The war on drugs empowers police brutality

The+war+on+drugs+empowers+police+brutality

Mikealla Wegner, Guest Columnist

As one police officer pressed his knee into the neck of George Floyd, another laughed and said, “Don’t do drugs, guys.” 

When police officers raided Breonna Taylor’s home and shot her in her hallway, they did so with a no-knock warrant for suspicion of drugs. 

After being questioned over the murder of Philando Castile, the officer claimed he “feared for his life” because of the smell of marijuana in the victim’s car.

These cases were not outliers. They were not a “poor mistake” or a “bad call of judgment.” In all of these cases, a story much greater than just the individuals themselves were left out for all of America to fight for. The cases of George Floyd, Breonna Taylor and Philando Castile are just three examples among many that highlight the decades-long war on drugs strategy used by authority figures to terrorize, traumatize, and justify violence against Black Americans. 

It’s more than just biased attitudes or racist sentiments, it’s about the complete and utter dehumanization that led to the mass incarceration and unjustifiable violence toward the Black and Latinx community.

In 1971, President Richard Nixon declared drug abuse to be “public enemy number one” and increased public funding for drug control across the country. As a result, tactics such as heightened policing of low income neighborhoods, randomized stop and frisks, mandatory minimums were put in place. 

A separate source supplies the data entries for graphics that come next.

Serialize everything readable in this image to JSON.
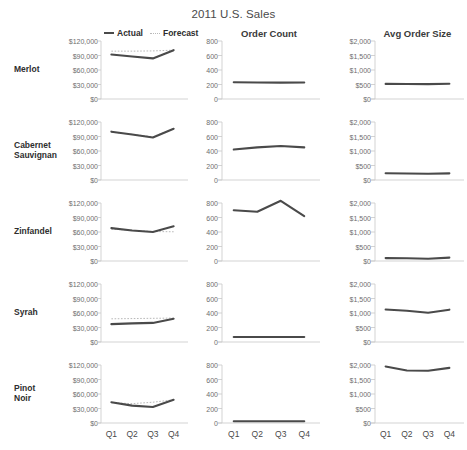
{
  "title": "2011 U.S. Sales",
  "legend": {
    "items": [
      {
        "label": "Actual",
        "style": "solid",
        "color": "#4a4a4a"
      },
      {
        "label": "Forecast",
        "style": "dotted",
        "color": "#b9b9b9"
      }
    ]
  },
  "columns": [
    {
      "key": "sales",
      "title": "",
      "header_visible": false
    },
    {
      "key": "order_count",
      "title": "Order Count",
      "header_visible": true
    },
    {
      "key": "avg_order_size",
      "title": "Avg Order Size",
      "header_visible": true
    }
  ],
  "rows": [
    {
      "key": "merlot",
      "label": "Merlot"
    },
    {
      "key": "cabernet",
      "label": "Cabernet\nSauvignan"
    },
    {
      "key": "zinfandel",
      "label": "Zinfandel"
    },
    {
      "key": "syrah",
      "label": "Syrah"
    },
    {
      "key": "pinot_noir",
      "label": "Pinot\nNoir"
    }
  ],
  "axes": {
    "x_categories": [
      "Q1",
      "Q2",
      "Q3",
      "Q4"
    ],
    "sales": {
      "ticks": [
        0,
        30000,
        60000,
        90000,
        120000
      ],
      "tick_labels": [
        "$0",
        "$30,000",
        "$60,000",
        "$90,000",
        "$120,000"
      ],
      "min": 0,
      "max": 120000
    },
    "order_count": {
      "ticks": [
        0,
        200,
        400,
        600,
        800
      ],
      "tick_labels": [
        "0",
        "200",
        "400",
        "600",
        "800"
      ],
      "min": 0,
      "max": 800
    },
    "avg_order_size": {
      "ticks": [
        0,
        500,
        1000,
        1500,
        2000
      ],
      "tick_labels": [
        "$0",
        "$500",
        "$1,000",
        "$1,500",
        "$2,000"
      ],
      "min": 0,
      "max": 2000
    }
  },
  "chart_data": {
    "type": "line",
    "title": "2011 U.S. Sales",
    "subtitle": "",
    "xlabel": "",
    "ylabel": "",
    "layout": "small-multiples 5 rows x 3 columns",
    "grid": false,
    "legend_position": "top-left above first column",
    "x": [
      "Q1",
      "Q2",
      "Q3",
      "Q4"
    ],
    "panels": [
      {
        "row": "Merlot",
        "column": "Sales",
        "ylabel": "Sales",
        "ylim": [
          0,
          120000
        ],
        "series": [
          {
            "name": "Actual",
            "values": [
              92000,
              88000,
              84000,
              101000
            ]
          },
          {
            "name": "Forecast",
            "values": [
              99000,
              99000,
              99500,
              101000
            ]
          }
        ]
      },
      {
        "row": "Merlot",
        "column": "Order Count",
        "ylabel": "Order Count",
        "ylim": [
          0,
          800
        ],
        "series": [
          {
            "name": "Actual",
            "values": [
              230,
              228,
              226,
              228
            ]
          }
        ]
      },
      {
        "row": "Merlot",
        "column": "Avg Order Size",
        "ylabel": "Avg Order Size",
        "ylim": [
          0,
          2000
        ],
        "series": [
          {
            "name": "Actual",
            "values": [
              520,
              515,
              512,
              525
            ]
          }
        ]
      },
      {
        "row": "Cabernet Sauvignan",
        "column": "Sales",
        "ylabel": "Sales",
        "ylim": [
          0,
          120000
        ],
        "series": [
          {
            "name": "Actual",
            "values": [
              100000,
              94000,
              88000,
              106000
            ]
          },
          {
            "name": "Forecast",
            "values": [
              99000,
              94500,
              89500,
              106000
            ]
          }
        ]
      },
      {
        "row": "Cabernet Sauvignan",
        "column": "Order Count",
        "ylabel": "Order Count",
        "ylim": [
          0,
          800
        ],
        "series": [
          {
            "name": "Actual",
            "values": [
              420,
              450,
              470,
              450
            ]
          }
        ]
      },
      {
        "row": "Cabernet Sauvignan",
        "column": "Avg Order Size",
        "ylabel": "Avg Order Size",
        "ylim": [
          0,
          2000
        ],
        "series": [
          {
            "name": "Actual",
            "values": [
              235,
              225,
              215,
              230
            ]
          }
        ]
      },
      {
        "row": "Zinfandel",
        "column": "Sales",
        "ylabel": "Sales",
        "ylim": [
          0,
          120000
        ],
        "series": [
          {
            "name": "Actual",
            "values": [
              68000,
              63000,
              60000,
              72000
            ]
          },
          {
            "name": "Forecast",
            "values": [
              66000,
              63500,
              61000,
              60500
            ]
          }
        ]
      },
      {
        "row": "Zinfandel",
        "column": "Order Count",
        "ylabel": "Order Count",
        "ylim": [
          0,
          800
        ],
        "series": [
          {
            "name": "Actual",
            "values": [
              700,
              680,
              830,
              620
            ]
          }
        ]
      },
      {
        "row": "Zinfandel",
        "column": "Avg Order Size",
        "ylabel": "Avg Order Size",
        "ylim": [
          0,
          2000
        ],
        "series": [
          {
            "name": "Actual",
            "values": [
              100,
              95,
              78,
              115
            ]
          }
        ]
      },
      {
        "row": "Syrah",
        "column": "Sales",
        "ylabel": "Sales",
        "ylim": [
          0,
          120000
        ],
        "series": [
          {
            "name": "Actual",
            "values": [
              37000,
              38500,
              39500,
              48000
            ]
          },
          {
            "name": "Forecast",
            "values": [
              48000,
              48500,
              49000,
              49500
            ]
          }
        ]
      },
      {
        "row": "Syrah",
        "column": "Order Count",
        "ylabel": "Order Count",
        "ylim": [
          0,
          800
        ],
        "series": [
          {
            "name": "Actual",
            "values": [
              70,
              70,
              70,
              70
            ]
          }
        ]
      },
      {
        "row": "Syrah",
        "column": "Avg Order Size",
        "ylabel": "Avg Order Size",
        "ylim": [
          0,
          2000
        ],
        "series": [
          {
            "name": "Actual",
            "values": [
              1120,
              1075,
              1010,
              1115
            ]
          }
        ]
      },
      {
        "row": "Pinot Noir",
        "column": "Sales",
        "ylabel": "Sales",
        "ylim": [
          0,
          120000
        ],
        "series": [
          {
            "name": "Actual",
            "values": [
              43000,
              36000,
              33000,
              48000
            ]
          },
          {
            "name": "Forecast",
            "values": [
              42000,
              40000,
              43000,
              48000
            ]
          }
        ]
      },
      {
        "row": "Pinot Noir",
        "column": "Order Count",
        "ylabel": "Order Count",
        "ylim": [
          0,
          800
        ],
        "series": [
          {
            "name": "Actual",
            "values": [
              25,
              24,
              24,
              25
            ]
          }
        ]
      },
      {
        "row": "Pinot Noir",
        "column": "Avg Order Size",
        "ylabel": "Avg Order Size",
        "ylim": [
          0,
          2000
        ],
        "series": [
          {
            "name": "Actual",
            "values": [
              1950,
              1810,
              1800,
              1900
            ]
          }
        ]
      }
    ]
  },
  "colors": {
    "actual": "#4a4a4a",
    "forecast": "#b9b9b9",
    "axis": "#c8c8c8",
    "text": "#4a4a4a",
    "background": "#ffffff"
  }
}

The Nixon administration’s “war on drugs” was more than just a policy to ensure safety and reduce crime — it was about implementing a system that would continue to suppress and marginalize black Americans while profiting from the ensuing irrational fears and paranoia it created.

Consider Nixon’s policy advisor, John Ehrlichman, when he said, “We knew we couldn’t make it illegal to be either against the war or black, but by getting the public to associate the hippies with marijuana and blacks with heroin, and then criminalizing both heavily, we could disrupt those communities. We could arrest their leaders, raid their homes, break up their meetings, and vilify them night after night on the evening news. Did we know we were lying about the drugs? Of course we did.”

Not all police violence stems from drugs, that seed was planted far before the laws to control narcotics, so ending the war will not create some utopian safe haven for all. However, this system has created an expansion of state powers that ultimately trickles-down to how our law enforcement chooses to govern. According to the Drug Policy Alliance, the fear propagated to Americans about the drug market and rise of violence from drug trades show direct correlations with high police presence in poor communities and increased police budgets.

Some may also argue that covertly racist fears are a thing of the past compared with today’s more “accepting” society, but if that were true, then President Donald Trump wouldn’t have needed to base part of his campaign on building a wall to exploit people’s fears of supposed “rapists” and “drug dealers” entering the country.

The harmful perceptions of what those who use or distribute drugs look like, feeds into the ultra-violence that affects people of color. We can see this through the evidence of data that exists, showing they are more likely to be stopped, frisked, and arrested and twice as likely to receive mandatory minimum sentences for the same crime committed by a Caucasian. The policies enacted by the Nixon administration, and reinforced by every administration since, have created a society ridden with mass incarceration, generational trauma, and psychological warfare.

Stopping the war on drugs won’t put an end to police brutality, but in order to fix our system we need to understand all the different ways that it is broken. For many of us, we will never experience this kind of inequality and brutality so we need to educate ourselves and use our privilege to speak up, even if our voices shake, it’s important to speak up.